Gary Marcus: AI bubble could destroy the economy.
Source: Youtube

Gary Marcus: AI bubble could destroy the economy.
Source: Youtube

IBL News | New York
OpenAI announced yesterday that it has 1 million business customers worldwide using ChatGPT for Work, either directly or through its developer platform.
Organizations related to areas such as financial services, healthcare, and retail are among the most active. Consumer adoption is also at high rates, with 800 million users weekly.
The San Francisco-based lab is set to generate $13 billion in revenue this year as it continues to expand sales.
To support the enterprise acceleration, OpenAI launched a new wave of tools and integrations, such as:
OpenAI quoted a recent Wharton study to highlight that 75% of enterprises report a positive ROI, and fewer than 5% report a negative return. “When AI is deployed with the right use case and infrastructure, teams see real results,” said the firm.
This week, too, OpenAI agreed to pay Amazon.com $38 billion for computing power in a multiyear deal. That marks the first partnership between the startup and the cloud company.

Artificial intelligence is here to stay, integrated into our daily lives.
Source: Youtube

Artificial intelligence: Its history, its current state and human attitudes towards it.
Source: Youtube

How schools are adapting to artificial intelligence.
Source: Youtube

Professor Gary Marcus (Professor Emeritus of Psychology and Neural Science, New York University) and Murad Hemmadi (Journalist, The Logic) at Attention: Govern Or Be Governed for their conversation, “When Will the AI Bubble Burst?”
Source: Youtube

Is AI behind the recent job cuts? Here’s what to know.
Source: Youtube

IBL News | New York
IBM last week released, under the Apache 2.0 license, four new Granite 4.0 Nano models, designed to be highly accessible and well-suited for developers building applications on consumer hardware, without relying on cloud computing.
With these models, IBM is entering a crowded and rapidly evolving market of small language models (SLMs), competing with offerings like Qwen3, Google’s Gemma, LiquidAI’s LFM2, and Mistral’s dense models in the sub-2B parameter space.
With this release, IBM is positioning Granite as a platform for building the next generation of lightweight, trustworthy AI systems.
The 350M variants can run comfortably on a modern laptop CPU with 8–16GB of RAM, while the 1.5B models typically require a GPU with at least 6–8GB of VRAM for smooth performance.
This is a fraction of the size of their server-bound counterparts from companies like OpenAI, Anthropic, and Google.
This Granite 4.0 Nano family includes four open-source models now available on Hugging Face:
Overall, the Granite-4.0-1B achieved a leading average benchmark score of 68.3% across general knowledge, math, code, and safety domains.
For developers and researchers seeking performance without overhead, the Nano release means they don’t need 70 billion parameters to build something powerful.

Parents are calling for stronger safeguards on Artificial Intelligence chatbots after videos showed Tesla’s AI chatbot having an alarming conversation with children in a car.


■ Your instructions ■
Report every line of the records below that contains the word "head".

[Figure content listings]

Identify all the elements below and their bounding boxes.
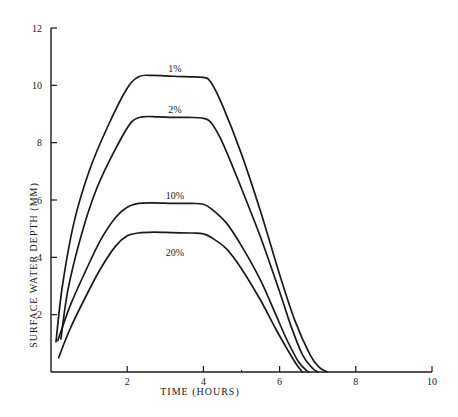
x-axis-ticks: 246810 — [125, 366, 437, 387]
x-axis-title: TIME (HOURS) — [160, 386, 240, 398]
series-label: 1% — [168, 63, 181, 74]
y-tick-label: 12 — [32, 23, 42, 34]
series-line-10pct — [58, 203, 308, 372]
chart-canvas: 24681012 246810 TIME (HOURS) SURFACE WAT… — [0, 0, 458, 417]
axes — [51, 28, 432, 372]
series-line-1pct — [56, 75, 327, 372]
data-series — [56, 75, 327, 372]
x-tick-label: 8 — [353, 376, 358, 387]
y-tick-label: 10 — [32, 80, 42, 91]
x-tick-label: 2 — [125, 376, 130, 387]
surface-water-depth-chart: 24681012 246810 TIME (HOURS) SURFACE WAT… — [0, 0, 458, 417]
y-axis-title: SURFACE WATER DEPTH (MM) — [28, 182, 40, 348]
series-label: 10% — [166, 190, 184, 201]
x-tick-label: 10 — [427, 376, 437, 387]
series-label: 2% — [168, 104, 181, 115]
series-label: 20% — [166, 247, 184, 258]
y-tick-label: 8 — [37, 137, 42, 148]
x-tick-label: 6 — [277, 376, 282, 387]
series-labels: 1%2%10%20% — [166, 63, 184, 259]
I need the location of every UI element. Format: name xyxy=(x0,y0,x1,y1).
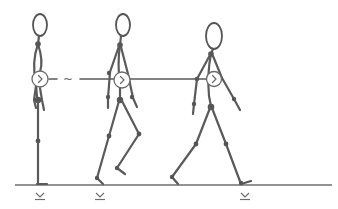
pelvis-marker xyxy=(32,71,48,87)
head-icon xyxy=(33,14,47,36)
tilde-symbol: ~ xyxy=(63,72,73,86)
ground-marker-1 xyxy=(35,193,45,200)
figure-full-stride xyxy=(170,23,251,185)
ground-marker-3 xyxy=(240,193,250,200)
figure-mid-stride xyxy=(95,14,142,184)
pelvis-marker xyxy=(114,72,130,88)
gait-diagram-canvas: ~ xyxy=(0,0,338,209)
head-icon xyxy=(206,23,222,49)
pelvis-marker xyxy=(207,72,222,87)
ground-marker-2 xyxy=(95,193,105,200)
gait-diagram: Walking gait sequence ~ xyxy=(0,0,338,209)
head-icon xyxy=(116,14,130,36)
figure-standing xyxy=(32,14,48,184)
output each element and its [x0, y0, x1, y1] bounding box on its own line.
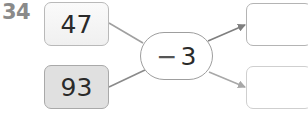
line-bottom-input-to-op	[109, 70, 145, 87]
input-box-bottom: 93	[44, 65, 109, 109]
arrow-op-to-top-output	[208, 25, 245, 41]
operand: 3	[181, 42, 197, 71]
arrow-op-to-bottom-output	[209, 72, 245, 87]
operation-pill: − 3	[140, 32, 213, 80]
answer-box-bottom[interactable]	[246, 66, 308, 109]
answer-box-top[interactable]	[246, 3, 308, 46]
problem-number: 34	[2, 0, 30, 24]
minus-sign: −	[157, 42, 178, 71]
input-box-top: 47	[44, 2, 109, 46]
line-top-input-to-op	[109, 23, 143, 43]
input-value-bottom: 93	[61, 73, 93, 102]
input-value-top: 47	[61, 10, 93, 39]
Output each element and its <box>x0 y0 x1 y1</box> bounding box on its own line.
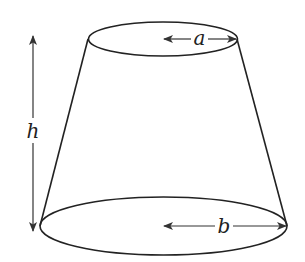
height-label: h <box>27 119 40 143</box>
left-slant-edge <box>40 39 88 226</box>
top-radius-label: a <box>194 26 206 50</box>
frustum-diagram: h a b <box>0 0 305 262</box>
diagram-canvas: h a b <box>0 0 305 262</box>
right-slant-edge <box>237 39 287 226</box>
bottom-radius-label: b <box>218 214 231 238</box>
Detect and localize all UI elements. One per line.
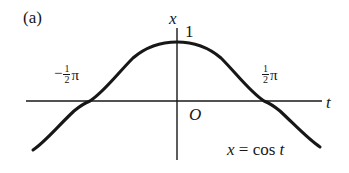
fraction-denominator: 2: [262, 74, 269, 85]
equals-sign: =: [239, 140, 249, 159]
equation-argument: t: [280, 140, 285, 159]
fraction-numerator: 1: [63, 64, 70, 74]
pi-icon: π: [269, 68, 278, 83]
x-axis-label: x: [169, 10, 177, 27]
panel-label: (a): [23, 9, 42, 26]
t-axis-label: t: [326, 94, 331, 111]
fraction-one-half: 1 2: [262, 64, 269, 85]
tick-label-positive-half-pi: 1 2 π: [262, 64, 278, 85]
fraction-numerator: 1: [262, 64, 269, 74]
figure-panel: (a) x t 1 O − 1 2 π 1 2 π x = cos t: [0, 0, 349, 173]
equation-lhs: x: [227, 140, 235, 159]
cosine-function-name: cos: [253, 140, 276, 159]
fraction-one-half: 1 2: [63, 64, 70, 85]
tick-label-negative-half-pi: − 1 2 π: [54, 64, 79, 85]
equation-label: x = cos t: [227, 141, 284, 158]
minus-sign: −: [54, 66, 63, 81]
fraction-denominator: 2: [63, 74, 70, 85]
amplitude-tick-label: 1: [185, 23, 194, 40]
origin-label: O: [189, 106, 201, 123]
pi-icon: π: [70, 68, 79, 83]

■ Result ■
head-icon xyxy=(33,14,47,36)
head-icon xyxy=(206,23,222,49)
head-icon xyxy=(116,14,130,36)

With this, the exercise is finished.